Canada Deepens AI Partnership with India as Minister Evan Solomon Advances MOUs, Investment, and Trilateral Cooperation
Canada is tightening AI ties with India to connect research strength, talent, and companies with India's market scale and momentum. During a three-day visit to New Delhi, Minister of Artificial Intelligence Evan Solomon attended the India AI Impact Summit 2026, backed new academic-industry agreements, and advanced trilateral cooperation with Australia.
What was announced
- Two new MOUs were signed: the University of Waterloo with Tata Consultancy Services, and another with upgrade-expanding academic and commercial collaboration.
- In recent months, eight Canadian universities have progressed 11 MOUs with Indian partners focused on skills development, commercialization, and business expansion.
- Solomon met with Ashwini Vaishnaw, India's Minister for Railways, Information and Broadcasting, and Electronics and Information Technology, and Andrew Charlton, Australia's Assistant Minister for Science, Technology and the Digital Economy, reaffirming the Australia-Canada-India Technology and Innovation Partnership announced at the G20 in November 2025.
- He addressed the Global Partnership on Artificial Intelligence (GPAI) Council Meeting, emphasizing international cooperation on responsible AI.
- India invited Canadian Prime Minister Mark Carney to attend the India AI Impact Summit in the coming weeks.
- Alongside Canadian High Commissioner Chris Cooter, Solomon hosted over 150 leaders for a reception in New Delhi, where he highlighted planned collaboration with LawZero, a nonprofit advancing safe-by-design AI founded by Turing Award-winning AI pioneer Yoshua Bengio.
- Working sessions covered AI safety, inclusion, governance, and cross-border investment.
Why this matters
- Two-way growth: The deals and dialogues aim to accelerate market entry for companies on both sides, attract investment, and create high-quality jobs.
- Research to deployment: University-industry MOUs help move ideas from labs into production environments, with clearer talent pipelines and commercialization paths.
- Trust and standards: Engagement through forums like the Global Partnership on AI supports shared approaches to safety, governance, and procurement.
- Digital infrastructure: Collaboration discussions spanned AI, digital public infrastructure, and advanced tech-core enablers for scalable systems and services.
What Minister Solomon said
"India is one of the world's fastest-growing digital economies, and this visit was about turning shared ambition into real opportunity. Canada is building practical partnerships that connect our AI talent, research strength, and innovation ecosystem with India's scale, market dynamism, and entrepreneurial energy. We are focused on helping our businesses expand into each other's markets and strengthening two-way investment between our countries."
"By deepening collaboration between our companies, startups, and institutions, we are creating new pathways for growth and high-quality jobs in both Canada and India, while ensuring AI is developed and deployed in ways people can trust."
What to watch next
- Details and implementation timelines for the Waterloo-TCS and upgrade MOUs, including talent programs and commercialization tracks.
- Potential announcements tied to the anticipated visit of Prime Minister Mark Carney to the India AI Impact Summit.
- Trilateral workstreams under the Australia-Canada-India Technology and Innovation Partnership, with emphasis on safety, standards, and inclusive AI adoption.
Practical takeaways for stakeholders
- Government: Align pilot programs and procurement with trusted AI principles; explore joint calls and standards coordination with Indian and Australian counterparts.
- Universities and labs: Identify faculty and industry partners for joint research, talent exchanges, and IP frameworks that support commercialization.
- Industry: Map where Canadian strengths (models, tooling, safety, applied research) complement India's scale (data, engineering, deployment) and pursue co-development or market-entry partnerships.
- Investors: Track deal flow from the new MOUs and look for cross-border ventures anchored in safety, compliance, and near-term revenue.
Context and references
- India's policy and digital public infrastructure ecosystem: Ministry of Electronics and IT (MeitY)
- Responsible AI cooperation: Global Partnership on AI (GPAI)
Further learning
Canadian officials described the visit as strengthening commercial relationships and strategic alliances, while opening new pathways for investment and technology collaboration with India-and reinforcing Canada's position in global AI.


▶ _ASSIGNMENT_: Print nothing but the lines below starting at the line that holds "Image is 868x432 pixels." and ending at the line that holds "Image is 644x306 pixels.", including both, each exactly as written.

(Web page and app entries)
------------------------------

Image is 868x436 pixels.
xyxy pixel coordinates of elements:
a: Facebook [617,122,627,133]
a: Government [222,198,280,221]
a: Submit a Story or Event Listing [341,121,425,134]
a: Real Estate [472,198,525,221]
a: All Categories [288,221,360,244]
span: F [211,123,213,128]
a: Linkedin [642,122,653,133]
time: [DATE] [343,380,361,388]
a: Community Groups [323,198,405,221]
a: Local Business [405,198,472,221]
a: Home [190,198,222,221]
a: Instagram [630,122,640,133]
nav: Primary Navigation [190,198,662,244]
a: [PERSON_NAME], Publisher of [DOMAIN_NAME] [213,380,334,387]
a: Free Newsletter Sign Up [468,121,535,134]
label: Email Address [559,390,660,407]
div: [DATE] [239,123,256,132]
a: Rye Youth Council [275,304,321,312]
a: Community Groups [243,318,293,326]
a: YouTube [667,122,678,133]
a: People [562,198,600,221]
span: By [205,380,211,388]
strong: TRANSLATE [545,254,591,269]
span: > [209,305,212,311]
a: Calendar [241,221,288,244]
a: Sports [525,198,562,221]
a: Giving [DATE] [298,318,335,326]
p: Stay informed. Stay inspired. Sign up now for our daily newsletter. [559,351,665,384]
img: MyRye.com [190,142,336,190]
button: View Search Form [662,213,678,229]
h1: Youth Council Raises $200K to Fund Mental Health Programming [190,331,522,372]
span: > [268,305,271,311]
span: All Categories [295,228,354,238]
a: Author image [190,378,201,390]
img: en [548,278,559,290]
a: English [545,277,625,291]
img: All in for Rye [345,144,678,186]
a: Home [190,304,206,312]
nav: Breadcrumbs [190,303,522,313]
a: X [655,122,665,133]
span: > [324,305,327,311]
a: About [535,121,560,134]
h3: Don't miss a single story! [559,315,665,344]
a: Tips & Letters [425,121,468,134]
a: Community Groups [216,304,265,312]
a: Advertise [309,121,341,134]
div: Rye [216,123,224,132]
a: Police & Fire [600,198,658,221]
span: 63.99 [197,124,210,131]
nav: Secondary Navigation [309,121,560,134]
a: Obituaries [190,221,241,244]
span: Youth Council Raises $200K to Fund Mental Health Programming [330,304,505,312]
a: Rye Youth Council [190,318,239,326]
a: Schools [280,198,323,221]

------------------------------

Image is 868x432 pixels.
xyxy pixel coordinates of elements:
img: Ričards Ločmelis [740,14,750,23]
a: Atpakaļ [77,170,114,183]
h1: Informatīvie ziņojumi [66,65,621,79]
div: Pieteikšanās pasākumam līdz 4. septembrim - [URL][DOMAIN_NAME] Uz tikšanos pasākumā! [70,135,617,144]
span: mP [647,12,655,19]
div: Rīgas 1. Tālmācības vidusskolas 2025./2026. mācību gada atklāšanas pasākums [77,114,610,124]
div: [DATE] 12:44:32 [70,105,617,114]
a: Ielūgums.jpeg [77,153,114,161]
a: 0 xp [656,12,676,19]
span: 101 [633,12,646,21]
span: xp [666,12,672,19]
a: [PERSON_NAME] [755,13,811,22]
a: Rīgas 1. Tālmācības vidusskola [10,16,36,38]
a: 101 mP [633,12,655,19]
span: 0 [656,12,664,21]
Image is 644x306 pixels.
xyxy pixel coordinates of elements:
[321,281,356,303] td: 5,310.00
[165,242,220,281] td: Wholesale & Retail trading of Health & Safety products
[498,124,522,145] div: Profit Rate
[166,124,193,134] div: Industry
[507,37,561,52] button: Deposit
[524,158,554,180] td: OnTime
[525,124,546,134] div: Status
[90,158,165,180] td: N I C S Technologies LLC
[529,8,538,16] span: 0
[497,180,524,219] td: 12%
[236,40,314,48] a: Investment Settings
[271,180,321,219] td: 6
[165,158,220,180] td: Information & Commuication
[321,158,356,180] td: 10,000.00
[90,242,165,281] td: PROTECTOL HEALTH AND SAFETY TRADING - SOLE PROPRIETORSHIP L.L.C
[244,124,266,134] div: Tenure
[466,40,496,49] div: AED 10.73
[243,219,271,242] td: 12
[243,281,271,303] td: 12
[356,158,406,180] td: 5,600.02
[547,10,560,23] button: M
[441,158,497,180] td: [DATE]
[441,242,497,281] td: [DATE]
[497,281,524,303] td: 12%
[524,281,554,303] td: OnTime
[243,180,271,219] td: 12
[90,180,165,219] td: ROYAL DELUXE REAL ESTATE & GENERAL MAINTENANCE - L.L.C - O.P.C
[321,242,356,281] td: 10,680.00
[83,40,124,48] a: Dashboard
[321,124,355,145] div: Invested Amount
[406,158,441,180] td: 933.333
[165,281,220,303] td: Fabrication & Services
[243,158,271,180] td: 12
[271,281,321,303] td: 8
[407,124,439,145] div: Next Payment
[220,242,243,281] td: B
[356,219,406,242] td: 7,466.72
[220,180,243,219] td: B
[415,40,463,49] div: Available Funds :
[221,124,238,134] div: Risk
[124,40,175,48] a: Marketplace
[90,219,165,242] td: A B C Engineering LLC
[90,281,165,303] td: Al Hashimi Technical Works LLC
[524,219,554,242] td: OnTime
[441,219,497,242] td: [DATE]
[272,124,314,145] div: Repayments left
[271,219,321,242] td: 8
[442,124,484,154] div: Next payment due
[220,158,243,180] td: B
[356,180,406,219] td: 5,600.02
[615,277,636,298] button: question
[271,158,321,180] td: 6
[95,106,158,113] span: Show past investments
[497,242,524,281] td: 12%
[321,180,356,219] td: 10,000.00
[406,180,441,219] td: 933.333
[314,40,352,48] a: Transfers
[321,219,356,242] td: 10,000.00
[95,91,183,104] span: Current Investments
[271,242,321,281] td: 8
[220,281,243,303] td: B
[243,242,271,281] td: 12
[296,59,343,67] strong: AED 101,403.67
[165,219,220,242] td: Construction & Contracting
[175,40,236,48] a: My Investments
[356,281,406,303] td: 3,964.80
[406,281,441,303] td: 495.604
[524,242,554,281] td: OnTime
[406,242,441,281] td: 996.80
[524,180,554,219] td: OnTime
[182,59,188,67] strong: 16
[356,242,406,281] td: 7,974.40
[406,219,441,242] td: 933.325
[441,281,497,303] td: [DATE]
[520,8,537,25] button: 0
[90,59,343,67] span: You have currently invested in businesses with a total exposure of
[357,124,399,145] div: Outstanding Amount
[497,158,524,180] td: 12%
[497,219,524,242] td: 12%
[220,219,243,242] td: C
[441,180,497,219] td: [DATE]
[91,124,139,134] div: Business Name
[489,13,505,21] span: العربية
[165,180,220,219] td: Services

------------------------------

▶ _YOUR RESPONSE_:
Image is 868x432 pixels.
xyxy pixel coordinates of elements:
img: Ričards Ločmelis [740,14,750,23]
a: Atpakaļ [77,170,114,183]
h1: Informatīvie ziņojumi [66,65,621,79]
div: Pieteikšanās pasākumam līdz 4. septembrim - [URL][DOMAIN_NAME] Uz tikšanos pasākumā! [70,135,617,144]
span: mP [647,12,655,19]
div: Rīgas 1. Tālmācības vidusskolas 2025./2026. mācību gada atklāšanas pasākums [77,114,610,124]
div: [DATE] 12:44:32 [70,105,617,114]
a: Ielūgums.jpeg [77,153,114,161]
a: 0 xp [656,12,676,19]
span: 101 [633,12,646,21]
span: xp [666,12,672,19]
a: [PERSON_NAME] [755,13,811,22]
a: Rīgas 1. Tālmācības vidusskola [10,16,36,38]
a: 101 mP [633,12,655,19]
span: 0 [656,12,664,21]
Image is 644x306 pixels.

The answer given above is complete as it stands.